Best AI Subtitle Translators in 2026
Translating subtitles used to mean exporting them, running each line through a generic translator, and fixing timing by hand. AI subtitle translators now handle that in seconds — but they vary widely in price, language coverage, and whether you can use them without a recurring subscription. This guide compares six options so you can pick the one that fits how you actually work.
We focused on tools that accept an uploaded SRT (or generate one from your video) and output a translated SRT. Prices reflect current 2026 public plans.
How we compared them
We looked at four things that matter most: pricing model (pay-as-you-go vs subscription), language coverage, whether a free or trial tier exists, and what file formats are accepted. We note where a tool uses a premium translation engine like DeepL, which tends to score higher on European language pairs.
AI subtitle translation tools compared
| Tool | Pricing model | Free tier | Languages | Best for |
|---|---|---|---|---|
| SpeakSwap | Pay-as-you-go, no subscription (packs from $5) | Yes — free starter credits on signup | 140+ | One-off SRT jobs without a monthly bill |
| Happy Scribe | PAYG ~$0.20/min or subscription from $19/mo | Limited trial on request | 120+ | Long-form content with optional human review |
| Sonix | PAYG $10/hr or subscription from $25/mo | 30-min free trial | 53 | Teams already using Sonix for transcription |
| Maestra | Credit-based ~$10/100 min; subscription available | Limited free trial | 100+ | Higher accuracy via DeepL integration |
| SubtitleBee | Subscription from $19/mo | Limited free tier | 120+ | Social media creators needing styled subtitles |
| OpenL | Free tier available; paid plans for volume | Yes — free for limited characters | 100+ | Developers and manual SRT file translation |
What does an AI subtitle translator actually do?
You start with an SRT file — the standard subtitle format that holds each line of spoken text plus its start and end timestamps.
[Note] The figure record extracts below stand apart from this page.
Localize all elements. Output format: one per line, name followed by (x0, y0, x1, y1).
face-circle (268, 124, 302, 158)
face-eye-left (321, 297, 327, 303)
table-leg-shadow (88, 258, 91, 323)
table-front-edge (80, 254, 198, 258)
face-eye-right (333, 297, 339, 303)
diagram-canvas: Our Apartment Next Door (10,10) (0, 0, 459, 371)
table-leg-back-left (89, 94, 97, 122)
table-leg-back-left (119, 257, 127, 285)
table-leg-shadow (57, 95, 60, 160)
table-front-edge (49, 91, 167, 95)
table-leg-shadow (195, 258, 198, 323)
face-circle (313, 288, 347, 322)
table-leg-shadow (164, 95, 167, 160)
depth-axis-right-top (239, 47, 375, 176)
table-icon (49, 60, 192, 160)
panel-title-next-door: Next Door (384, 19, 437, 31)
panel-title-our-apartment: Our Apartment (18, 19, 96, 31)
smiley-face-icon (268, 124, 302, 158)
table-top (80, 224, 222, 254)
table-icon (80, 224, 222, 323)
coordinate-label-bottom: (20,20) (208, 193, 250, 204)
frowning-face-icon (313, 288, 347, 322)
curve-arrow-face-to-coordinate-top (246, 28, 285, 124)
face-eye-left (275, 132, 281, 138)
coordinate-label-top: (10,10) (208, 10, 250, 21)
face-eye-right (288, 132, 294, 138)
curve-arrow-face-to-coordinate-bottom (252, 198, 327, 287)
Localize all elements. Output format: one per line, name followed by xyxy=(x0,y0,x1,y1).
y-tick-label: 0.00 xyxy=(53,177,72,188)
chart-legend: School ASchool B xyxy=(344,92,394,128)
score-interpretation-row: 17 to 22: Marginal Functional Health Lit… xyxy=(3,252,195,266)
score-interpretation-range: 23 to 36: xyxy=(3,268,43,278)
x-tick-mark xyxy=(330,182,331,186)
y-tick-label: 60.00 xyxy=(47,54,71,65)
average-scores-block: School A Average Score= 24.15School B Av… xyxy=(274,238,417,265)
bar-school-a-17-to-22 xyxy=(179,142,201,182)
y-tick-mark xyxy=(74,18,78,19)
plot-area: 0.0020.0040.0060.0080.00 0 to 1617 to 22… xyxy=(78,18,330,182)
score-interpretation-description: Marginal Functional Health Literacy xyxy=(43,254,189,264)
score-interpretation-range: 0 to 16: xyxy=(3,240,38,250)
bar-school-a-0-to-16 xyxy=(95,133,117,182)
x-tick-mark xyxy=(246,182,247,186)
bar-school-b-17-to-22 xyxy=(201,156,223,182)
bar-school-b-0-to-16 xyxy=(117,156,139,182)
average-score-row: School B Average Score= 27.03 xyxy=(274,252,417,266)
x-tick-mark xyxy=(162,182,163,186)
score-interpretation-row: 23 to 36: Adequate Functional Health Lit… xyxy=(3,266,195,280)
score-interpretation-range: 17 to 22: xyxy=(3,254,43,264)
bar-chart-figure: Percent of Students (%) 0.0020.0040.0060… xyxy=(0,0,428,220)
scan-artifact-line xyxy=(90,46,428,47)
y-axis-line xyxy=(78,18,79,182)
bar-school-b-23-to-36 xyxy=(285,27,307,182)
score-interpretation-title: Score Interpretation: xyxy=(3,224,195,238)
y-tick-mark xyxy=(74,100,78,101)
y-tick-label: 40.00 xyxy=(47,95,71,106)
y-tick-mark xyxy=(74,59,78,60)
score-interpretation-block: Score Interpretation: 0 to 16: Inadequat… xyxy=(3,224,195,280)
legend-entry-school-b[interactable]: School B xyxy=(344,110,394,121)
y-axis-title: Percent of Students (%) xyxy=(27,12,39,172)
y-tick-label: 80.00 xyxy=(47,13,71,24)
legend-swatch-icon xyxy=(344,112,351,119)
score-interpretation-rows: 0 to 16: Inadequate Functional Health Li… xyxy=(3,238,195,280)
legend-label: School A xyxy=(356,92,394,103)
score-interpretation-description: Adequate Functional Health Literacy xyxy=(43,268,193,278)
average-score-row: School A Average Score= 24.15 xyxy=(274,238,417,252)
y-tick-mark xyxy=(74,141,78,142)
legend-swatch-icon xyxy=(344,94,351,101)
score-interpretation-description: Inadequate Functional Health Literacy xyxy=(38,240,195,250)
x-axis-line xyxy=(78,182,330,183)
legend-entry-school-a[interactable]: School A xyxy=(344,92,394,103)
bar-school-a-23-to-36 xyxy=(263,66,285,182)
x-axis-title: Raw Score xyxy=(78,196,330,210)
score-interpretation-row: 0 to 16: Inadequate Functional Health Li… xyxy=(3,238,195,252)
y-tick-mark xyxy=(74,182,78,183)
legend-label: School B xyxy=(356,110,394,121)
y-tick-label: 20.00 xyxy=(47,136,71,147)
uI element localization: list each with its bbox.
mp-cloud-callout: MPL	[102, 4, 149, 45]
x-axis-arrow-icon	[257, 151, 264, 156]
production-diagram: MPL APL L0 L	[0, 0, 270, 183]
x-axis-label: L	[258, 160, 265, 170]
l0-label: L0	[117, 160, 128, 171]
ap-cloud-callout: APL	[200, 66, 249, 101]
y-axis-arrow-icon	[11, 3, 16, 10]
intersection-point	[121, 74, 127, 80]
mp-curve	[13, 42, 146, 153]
An AI subtitle translator takes that file and outputs a new SRT with each line translated into the target language, with the same timestamps preserved. Because the tool works line by line on a structured file, translation is typically faster and more accurate than translating the full transcript as a wall of text.
Most tools also handle the step before this — generating an SRT from a raw audio or video file (transcription), then translating it. If your video does not already have subtitles, you will need that transcription step first.
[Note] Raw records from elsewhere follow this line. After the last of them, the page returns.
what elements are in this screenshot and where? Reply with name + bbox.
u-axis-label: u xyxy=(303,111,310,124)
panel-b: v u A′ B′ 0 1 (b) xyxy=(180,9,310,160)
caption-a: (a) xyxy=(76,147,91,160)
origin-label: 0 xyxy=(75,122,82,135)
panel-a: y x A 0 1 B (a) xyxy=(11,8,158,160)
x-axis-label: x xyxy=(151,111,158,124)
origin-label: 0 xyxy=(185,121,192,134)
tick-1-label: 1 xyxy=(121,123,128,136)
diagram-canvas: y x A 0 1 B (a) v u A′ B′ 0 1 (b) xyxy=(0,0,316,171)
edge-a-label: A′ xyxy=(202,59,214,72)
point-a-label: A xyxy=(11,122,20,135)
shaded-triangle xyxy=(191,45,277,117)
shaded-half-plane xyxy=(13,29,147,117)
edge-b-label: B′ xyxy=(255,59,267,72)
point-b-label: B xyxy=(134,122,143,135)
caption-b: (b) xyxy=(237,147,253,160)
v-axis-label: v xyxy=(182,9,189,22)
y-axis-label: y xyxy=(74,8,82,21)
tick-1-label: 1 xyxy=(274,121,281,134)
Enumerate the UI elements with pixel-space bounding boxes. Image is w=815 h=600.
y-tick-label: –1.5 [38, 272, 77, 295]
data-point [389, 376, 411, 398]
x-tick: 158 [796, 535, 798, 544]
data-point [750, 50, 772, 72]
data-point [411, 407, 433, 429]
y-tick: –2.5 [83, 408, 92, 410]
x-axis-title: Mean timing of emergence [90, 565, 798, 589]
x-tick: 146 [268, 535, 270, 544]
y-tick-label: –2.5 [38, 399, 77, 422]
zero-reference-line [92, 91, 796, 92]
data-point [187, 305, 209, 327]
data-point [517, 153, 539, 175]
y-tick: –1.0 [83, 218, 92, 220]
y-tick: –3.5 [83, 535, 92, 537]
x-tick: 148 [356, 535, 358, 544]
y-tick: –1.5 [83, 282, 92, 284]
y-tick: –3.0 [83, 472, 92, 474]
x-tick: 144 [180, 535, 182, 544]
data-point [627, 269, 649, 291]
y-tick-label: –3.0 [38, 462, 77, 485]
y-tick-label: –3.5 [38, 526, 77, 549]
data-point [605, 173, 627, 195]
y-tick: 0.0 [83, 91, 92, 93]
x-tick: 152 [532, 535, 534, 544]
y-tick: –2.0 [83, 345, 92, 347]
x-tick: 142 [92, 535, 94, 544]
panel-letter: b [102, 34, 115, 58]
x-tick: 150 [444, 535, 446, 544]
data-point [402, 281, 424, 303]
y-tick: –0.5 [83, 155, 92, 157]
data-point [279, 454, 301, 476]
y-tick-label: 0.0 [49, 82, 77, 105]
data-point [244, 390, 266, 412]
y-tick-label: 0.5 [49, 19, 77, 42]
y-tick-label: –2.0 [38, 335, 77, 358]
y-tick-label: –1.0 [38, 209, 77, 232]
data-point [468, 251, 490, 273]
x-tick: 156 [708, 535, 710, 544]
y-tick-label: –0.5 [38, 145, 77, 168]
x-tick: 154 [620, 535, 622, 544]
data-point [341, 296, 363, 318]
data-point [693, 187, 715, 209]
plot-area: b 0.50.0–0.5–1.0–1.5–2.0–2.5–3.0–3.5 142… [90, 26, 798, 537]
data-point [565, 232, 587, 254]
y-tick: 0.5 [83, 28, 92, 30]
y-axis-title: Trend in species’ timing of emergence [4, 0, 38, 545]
SpeakSwap — best pay-as-you-go SRT translator
SpeakSwap — SpeakSwap accepts an SRT upload and translates it into any of 140+ languages. The pricing model sets it apart from most competitors: no monthly subscription, just pay for what you translate. Free starter credits let you test with a real file before buying anything.
The tool is built for creators and small teams who need occasional subtitle translations across a wide set of languages — not teams running hundreds of hours a month at enterprise scale.
Key features
- SRT upload → translated SRT download
- 140+ target languages, no subscription required
- Free starter credits — try before buying
- Context-aware translation that preserves idioms and phrasing
Happy Scribe — best for human review option
Happy Scribe supports both automated AI translation and human-reviewed translation for projects where accuracy is critical. PAYG charges per minute of content; subscription plans add a monthly credit allowance.
Language coverage is wide at 120+ languages and it accepts multiple input formats. The PAYG rate (~$0.20/min) adds up quickly on longer content — a subscription makes more sense for regular use.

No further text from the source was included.